At this point, I don't even know which vendor to buy, when everybody is shit.
Tuxedo, Framework, Slimbook, System76, Starlabs are Linux-first vendors with an excellent track record.
3mdeb, Novacustom, Pine64
Minisforum is also said to work well.
I know and Framework is just mouth watering. And Chad76 created their own distro and DE.
it's just sad that they are not selling on my country.
Framework uses proprietary BIOS. They ditched coreboot, which is pretty bad.
Afaik they were also a lot behind on updates.
Any of these European or (even better) UK based..?
Yes. Tuxedo is German, Slimbook Spanish, Starlabs British, NovaCustom Dutch.... Framework is US/Taiwanese but sells within select EU countries and the UK. AFAIK S76 is US/Canada only.

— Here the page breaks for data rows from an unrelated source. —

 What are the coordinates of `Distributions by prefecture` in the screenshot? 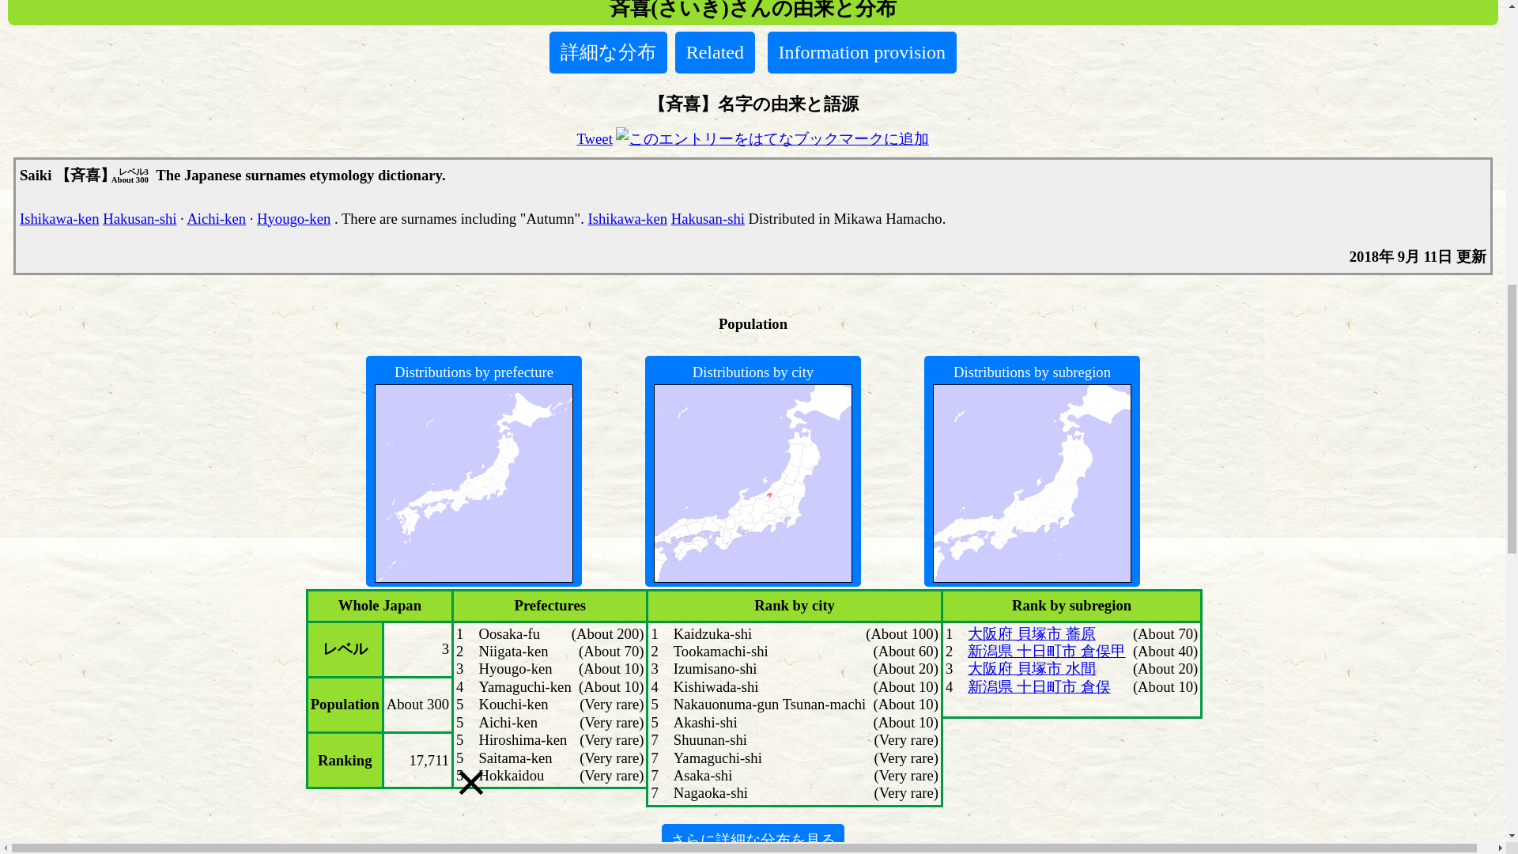 It's located at (474, 471).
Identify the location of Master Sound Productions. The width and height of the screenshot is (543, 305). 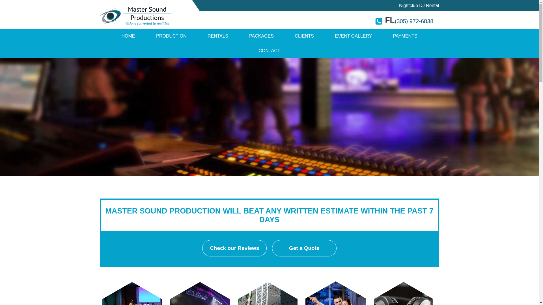
(128, 36).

Edit: most of these actually ship worldwide but won't collect VAT and probably won't honor warranty claims outside their territory.
Thank you!
Have a look at Starlabs. You can choose coreboot
reminder to myself to remove the ssd next time i need warranty repair
A 128 or 256 GB SSD or NVME drive costs £10 to £15 on eBay used. I would buy one and put Windows on it when sending back for warranty repair. OP should actually just do this for the BIOS update and then swap out the SSD back to the Linux one after.